Technology acquisition decisions in any well-run company are based on the return-on-investment that a purchase will produce. This is what differentiates business customers from consumers, who buy to improve the quality of life. Thus, consumers will gladly pay for luxury items; businesses will not. For this reason, many corporations will take “adequate” over “superior.”
One fundamental premise every technology company must hold when selling to the business market is that cost is king. Therefore, all technology tends to go commodity, or simply disappears.
Consider the x86 processor. While the Cell and the UltraSPARC T1 will have their customers, AMD and Intel (not Itanium, though) can truly claim a massive market presence simply by having a lower total cost of ownership. A customer who needs specialized processing capabilities is usually best served by having x86 CPUs supplemented with a co-processor, whether a broadly available chip or case-specific FPGA.
Another example is Ethernet. Despite all of the innovation in networks previously detailing here, Ethernet still reins supreme. Indeed, Myricom’s newest product line builds on the company’s previous successes to enter the Ethernet market with high bandwidth, low latency, and low utilization. (This move garnered some praise previously on this blog.) Furthermore, the InfiniBand crowd is moving towards iWARP, going so far as the rename the OpenIB Alliance to the OpenFabrics Alliance.
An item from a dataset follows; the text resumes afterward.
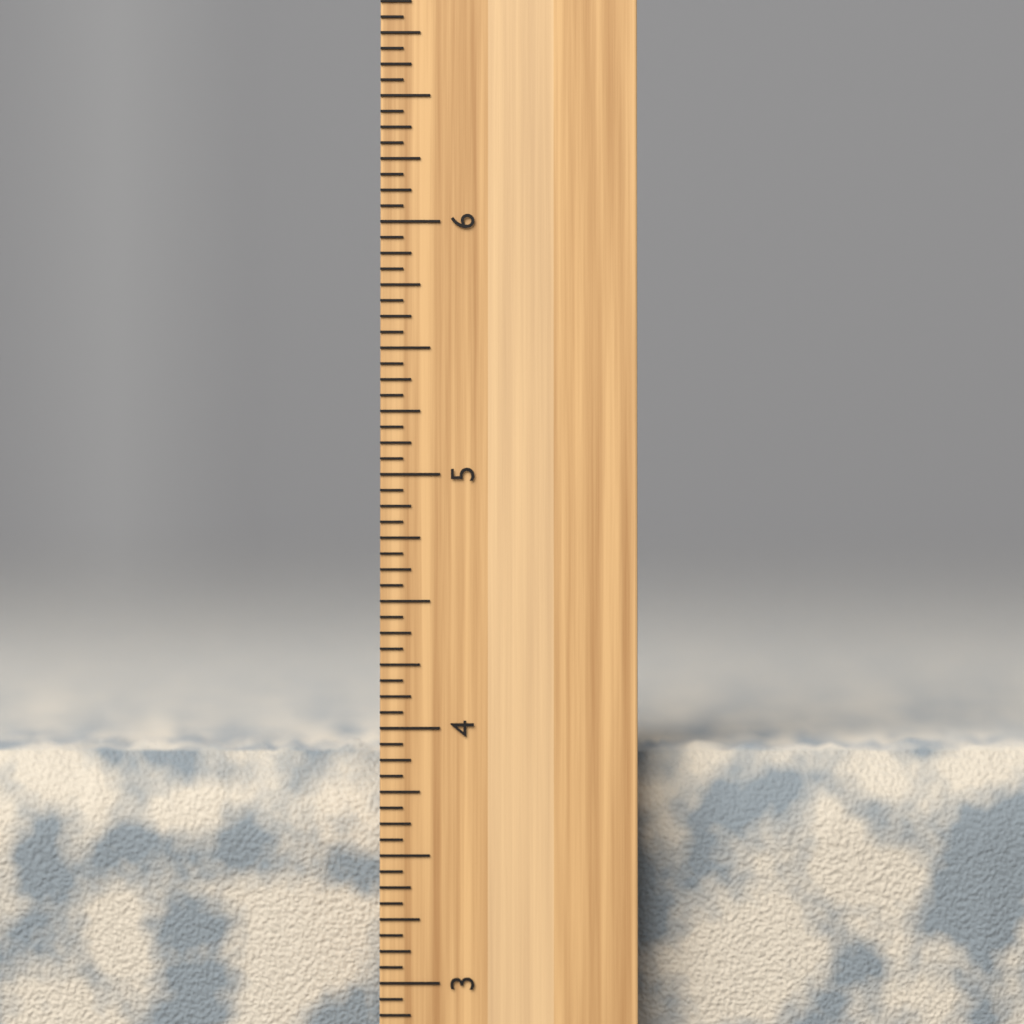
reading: 3.9375 inch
Also, many storage customers are trying to move away from Fibre Channel onto general-purpose networks with iSER.
Commoditization does not simply exist in hardware. Microsoft understands this and has made the PC a commodity device simply by licensing its OS to others for distribution. Again though, the total cost of ownership comes into play. Microsoft’s real advantage is in providing excellent programming tools. Likewise, Linux would never have unseated Unix had the former not copied many of the programming aspects from the latter, including POSIX compliance.
Regarding commodity programming tools for networks, Sockets has been a champion regardless of the numerous complaints (co-processors really helped here). As previously detailed, the newer DAPL interface stands to gain wide-spread usage simply by being available for most networks. This requirement is primarily why MPI has achieved so much success, again despite the complaints. It therefore appears than a network vendor would do well to supply DAPL and Sockets, whereas a vendor of parallel technical codes should write for MPI.
In sum, commoditization of both hardware and software is an inevitability. To a degrees this is a shame, as commoditization is just as destructive to innovation as monopolization. Most innovations in networks, processors, operating systems, and programming libraries, among others, have simply not caught on. Reasons range from initial price to invalidation of legacy systems, but almost all are simply a matter of barrier to adoption; it is too difficult, cost-wise, for most customers to accept new technology.
Given this, a technology entrepreneur had better improve on what already exists. (See the discussion of supercomputer vendors for an example.) To borrow the old expression from scientists, one must stand on the shoulders of a giant. Only then can innovation take root in the market.